This collection now holds 228,677 records drawn from WO 421 at The National Archives, Kew.
Most records relate to the discharge of over-age personnel who served during the Second World War (1939–1945), though the collection spans 1921–1959. It covers twelve corps, including the Royal Military Police, Royal Army Pay Corps, Royal Pioneer Corps, Intelligence Corps, and Non-Combatant Corps, among others.
Each service member has a packet that may contain attestation forms, statements of service, B102 tracer cards, and B103 service and casualty forms. Between them, these documents can provide name, birth date and place, occupation, height, weight, distinguishing marks, next of kin, nationality, religion, residence, marriage details, death details, enlistment and discharge dates, regiment, and service number. Medical and conduct forms were excluded for privacy reasons.
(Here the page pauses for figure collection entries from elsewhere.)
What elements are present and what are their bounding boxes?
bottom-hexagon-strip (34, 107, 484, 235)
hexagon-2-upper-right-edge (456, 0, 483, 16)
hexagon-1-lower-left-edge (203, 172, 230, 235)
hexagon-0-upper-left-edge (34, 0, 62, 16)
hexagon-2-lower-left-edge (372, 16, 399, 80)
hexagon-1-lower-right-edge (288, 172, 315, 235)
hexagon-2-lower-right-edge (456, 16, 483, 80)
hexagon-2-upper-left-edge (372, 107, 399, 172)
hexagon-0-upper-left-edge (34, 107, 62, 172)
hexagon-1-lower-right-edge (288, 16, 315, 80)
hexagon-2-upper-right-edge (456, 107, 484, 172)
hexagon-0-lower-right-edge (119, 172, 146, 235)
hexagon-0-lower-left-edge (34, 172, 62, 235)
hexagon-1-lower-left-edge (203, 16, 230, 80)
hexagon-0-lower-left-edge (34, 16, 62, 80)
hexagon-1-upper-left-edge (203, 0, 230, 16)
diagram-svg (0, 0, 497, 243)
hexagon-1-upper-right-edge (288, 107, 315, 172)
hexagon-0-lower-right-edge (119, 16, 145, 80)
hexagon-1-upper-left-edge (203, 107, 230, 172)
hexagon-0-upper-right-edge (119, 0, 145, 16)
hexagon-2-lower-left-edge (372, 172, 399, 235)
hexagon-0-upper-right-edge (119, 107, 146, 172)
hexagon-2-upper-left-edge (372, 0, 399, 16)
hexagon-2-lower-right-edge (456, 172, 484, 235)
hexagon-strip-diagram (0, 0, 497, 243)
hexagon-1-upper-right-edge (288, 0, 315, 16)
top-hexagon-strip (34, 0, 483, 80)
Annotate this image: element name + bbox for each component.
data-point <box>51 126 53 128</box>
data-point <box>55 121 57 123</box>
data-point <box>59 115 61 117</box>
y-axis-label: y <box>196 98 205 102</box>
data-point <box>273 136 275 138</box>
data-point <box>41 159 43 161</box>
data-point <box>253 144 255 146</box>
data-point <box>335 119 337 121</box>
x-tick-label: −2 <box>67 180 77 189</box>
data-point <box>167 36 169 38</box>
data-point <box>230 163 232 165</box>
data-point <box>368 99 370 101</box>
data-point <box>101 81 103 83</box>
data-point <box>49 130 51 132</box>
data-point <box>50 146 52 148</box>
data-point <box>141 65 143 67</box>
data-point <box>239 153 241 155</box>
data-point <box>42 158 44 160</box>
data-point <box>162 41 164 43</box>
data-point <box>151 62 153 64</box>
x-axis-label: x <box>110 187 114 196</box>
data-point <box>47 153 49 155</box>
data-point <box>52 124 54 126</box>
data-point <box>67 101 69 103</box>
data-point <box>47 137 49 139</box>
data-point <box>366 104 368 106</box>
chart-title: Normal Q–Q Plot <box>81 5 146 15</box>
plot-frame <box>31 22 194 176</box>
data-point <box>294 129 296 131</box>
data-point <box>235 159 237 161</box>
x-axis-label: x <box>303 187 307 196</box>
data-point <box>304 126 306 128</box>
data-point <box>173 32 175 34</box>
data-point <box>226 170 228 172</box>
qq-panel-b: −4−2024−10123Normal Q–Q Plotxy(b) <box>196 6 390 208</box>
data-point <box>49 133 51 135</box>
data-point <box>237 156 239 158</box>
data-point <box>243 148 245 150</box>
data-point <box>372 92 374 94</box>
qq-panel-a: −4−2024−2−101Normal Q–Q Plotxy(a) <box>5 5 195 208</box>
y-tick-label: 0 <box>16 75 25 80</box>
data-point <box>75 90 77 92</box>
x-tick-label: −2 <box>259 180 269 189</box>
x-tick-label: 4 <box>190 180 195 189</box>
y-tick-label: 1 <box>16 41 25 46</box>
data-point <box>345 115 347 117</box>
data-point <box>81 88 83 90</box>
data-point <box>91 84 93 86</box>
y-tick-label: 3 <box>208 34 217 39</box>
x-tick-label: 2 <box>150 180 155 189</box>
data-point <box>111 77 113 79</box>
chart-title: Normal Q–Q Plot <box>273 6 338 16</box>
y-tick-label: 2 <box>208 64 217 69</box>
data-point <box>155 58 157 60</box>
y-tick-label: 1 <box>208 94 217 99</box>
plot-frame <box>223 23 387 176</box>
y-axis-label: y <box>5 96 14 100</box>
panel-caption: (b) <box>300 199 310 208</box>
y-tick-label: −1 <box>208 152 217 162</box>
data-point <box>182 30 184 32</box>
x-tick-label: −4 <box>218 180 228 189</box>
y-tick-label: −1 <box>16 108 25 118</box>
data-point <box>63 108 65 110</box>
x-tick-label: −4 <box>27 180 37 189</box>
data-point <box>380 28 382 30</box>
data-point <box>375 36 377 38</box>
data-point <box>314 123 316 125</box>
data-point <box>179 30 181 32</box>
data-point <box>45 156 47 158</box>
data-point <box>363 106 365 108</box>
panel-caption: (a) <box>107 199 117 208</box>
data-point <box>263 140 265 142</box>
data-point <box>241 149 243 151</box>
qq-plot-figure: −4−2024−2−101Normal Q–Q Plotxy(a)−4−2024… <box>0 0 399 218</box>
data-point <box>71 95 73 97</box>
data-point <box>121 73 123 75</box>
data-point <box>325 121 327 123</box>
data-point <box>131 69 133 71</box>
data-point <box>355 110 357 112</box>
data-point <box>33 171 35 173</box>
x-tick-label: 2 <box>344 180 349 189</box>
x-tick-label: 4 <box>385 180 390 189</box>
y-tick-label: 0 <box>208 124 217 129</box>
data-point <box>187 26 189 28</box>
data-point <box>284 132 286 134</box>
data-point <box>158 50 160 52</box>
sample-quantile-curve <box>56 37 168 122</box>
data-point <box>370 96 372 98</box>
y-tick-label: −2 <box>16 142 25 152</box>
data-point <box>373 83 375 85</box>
I found records indexed for people mentioned in the document, and index entries where the indexed member couldn’t be found in the linked document.










This week, FMP adds over 267,000 new records from Lancashire and Yorkshire, plus 286,735 pages new newspaper pages.
Like most federal departments, Library and Archives Canada is adjusting to reductions announced in the 2025 federal budget and the ongoing Comprehensive Expenditure Review.
It remains to be seen where the axe will fall within LAC. We have to read the tea leaves to judge the impact on the now delayed opening of Adisoke. Will LAC cut what appears to be an unnecessarily cautious ATIP procedure regarding WW2 service files? Will robust digitization reduce demand for producing archival documents? Will we have to wait until the Estimates document is tabled to find out?
This coming Saturday, 14 February 2026, the BIFHSGO monthly meeting will be online only. After the presentations, attendees are invited to turn on their video and microphone for an online social.